Thin basement membrane disease

It is characterized by torpid microhematuria of a familial nature against the background of preserved renal functions. Biopsy reveals typical changes in the renal tissue in the form of diffuse uniform thinning of the glomerular basement membrane (<200-250 nm in more than 50% of glomerular capillaries). In case of extrarenal manifestations of pathology, it is necessary to exclude kidney damage against the background of systemic diseases and hemorrhagic vasculitis. To exclude systemic pathology, blood is examined for the presence of markers: LE cells, antibodies to DNA, ANF, lupus anticoagulant, antineutrophil cytoplasmic antibodies (ANCA), antiphospholipid and anticardiolipin antibodies. The concentration of cryoprecipitates is also determined.

Hereditary nephritis

It may first appear after an acute respiratory viral infection or streptococcal infection, including in the form of macrohematuria. However, with hereditary nephritis, the development of nephritic syndrome is not typical, and hematuria is persistent. In addition, families of patients usually have similar kidney diseases, cases of chronic renal failure, and sensorineural hearing loss. The most common type of inheritance of hereditary nephritis is the X-linked dominant type, autosomal recessive and autosomal dominant variants are less common. A presumptive diagnosis is made based on a pedigree analysis. To diagnose hereditary nephritis, 3 of 5 signs must be present:

  • hematuria in several family members;
  • patients with chronic renal failure in the family;
  • thinning and/or disruption of the structure (splitting) of the glomerular basement membrane (GBM) during electron microscopy of a nephrobiopsy specimen;
  • bilateral sensorineural hearing loss determined by audiometry;
  • congenital visual pathology in the form of anterior lenticonus.

In hereditary nephritis, especially in boys, proteinuria progresses during the disease, arterial hypertension appears and the SCF decreases.
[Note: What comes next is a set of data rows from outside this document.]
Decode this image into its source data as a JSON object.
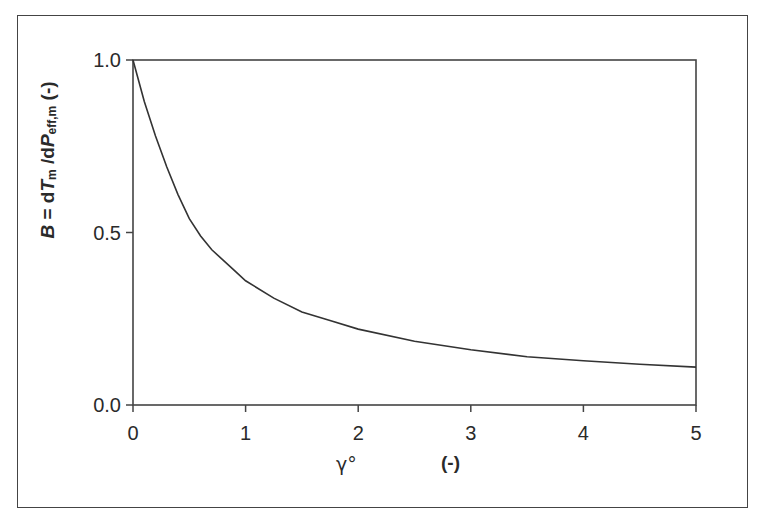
{
  "chart_data": {
    "type": "line",
    "title": "",
    "xlabel": "γ°",
    "xlabel_unit": "(-)",
    "ylabel": "B = dTm /dPeff,m (-)",
    "ylabel_parts": {
      "B": "B",
      "eq": " = d",
      "T": "T",
      "T_sub": "m",
      "slash": " /d",
      "P": "P",
      "P_sub": "eff,m",
      "unit": " (-)"
    },
    "xlim": [
      0,
      5
    ],
    "ylim": [
      0,
      1
    ],
    "x_ticks": [
      "0",
      "1",
      "2",
      "3",
      "4",
      "5"
    ],
    "y_ticks": [
      "0.0",
      "0.5",
      "1.0"
    ],
    "grid": false,
    "legend": null,
    "series": [
      {
        "name": "B",
        "x": [
          0,
          0.1,
          0.2,
          0.3,
          0.4,
          0.5,
          0.6,
          0.7,
          0.8,
          0.9,
          1.0,
          1.25,
          1.5,
          1.75,
          2.0,
          2.5,
          3.0,
          3.5,
          4.0,
          4.5,
          5.0
        ],
        "values": [
          1.0,
          0.88,
          0.78,
          0.69,
          0.61,
          0.54,
          0.49,
          0.45,
          0.42,
          0.39,
          0.36,
          0.31,
          0.27,
          0.245,
          0.22,
          0.185,
          0.16,
          0.14,
          0.128,
          0.118,
          0.11
        ]
      }
    ]
  }
}
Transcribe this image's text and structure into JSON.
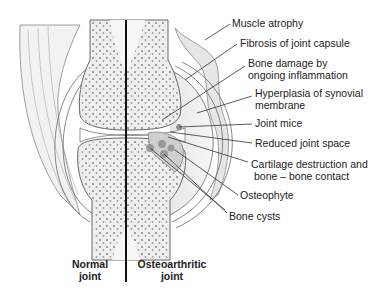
{
  "figure": {
    "type": "anatomical-diagram",
    "labels": [
      {
        "id": "muscle-atrophy",
        "text": "Muscle atrophy"
      },
      {
        "id": "fibrosis",
        "text": "Fibrosis of joint capsule"
      },
      {
        "id": "bone-damage-1",
        "text": "Bone damage by"
      },
      {
        "id": "bone-damage-2",
        "text": "ongoing inflammation"
      },
      {
        "id": "hyperplasia-1",
        "text": "Hyperplasia of synovial"
      },
      {
        "id": "hyperplasia-2",
        "text": "membrane"
      },
      {
        "id": "joint-mice",
        "text": "Joint mice"
      },
      {
        "id": "reduced-space",
        "text": "Reduced joint space"
      },
      {
        "id": "cartilage-1",
        "text": "Cartilage destruction and"
      },
      {
        "id": "cartilage-2",
        "text": "bone – bone contact"
      },
      {
        "id": "osteophyte",
        "text": "Osteophyte"
      },
      {
        "id": "bone-cysts",
        "text": "Bone cysts"
      }
    ],
    "captions": {
      "normal_1": "Normal",
      "normal_2": "joint",
      "oa_1": "Osteoarthritic",
      "oa_2": "joint"
    },
    "colors": {
      "bone_fill": "#ececec",
      "soft_tissue": "#d9d9d9",
      "outline": "#6a6a6a",
      "divider": "#111111",
      "leader": "#333333"
    }
  }
}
This is not typical for acute poststreptococcal glomerulonephritis, which proceeds with the sequential disappearance of the urinary syndrome and restoration of kidney function.

The detection of a mutation in the type 4 collagen gene (COL4A3 and COL4A4) confirms the diagnosis of hereditary nephritis with the corresponding symptom complex of the disease.

Rapidly progressive glomerulonephritis

In the development of renal failure against the background of acute poststreptococcal glomerulonephritis, it is necessary to exclude rapidly progressive glomerulonephritis (RPGN), which is manifested by a progressive increase in the concentration of creatinine in the blood over a short period of time and nephrotic syndrome. In acute poststreptococcal glomerulonephritis, acute renal failure is short-term and renal function is quickly restored. RPGN associated with microscopic polyangiitis is characterized by signs of systemic pathology and ANCA in the blood.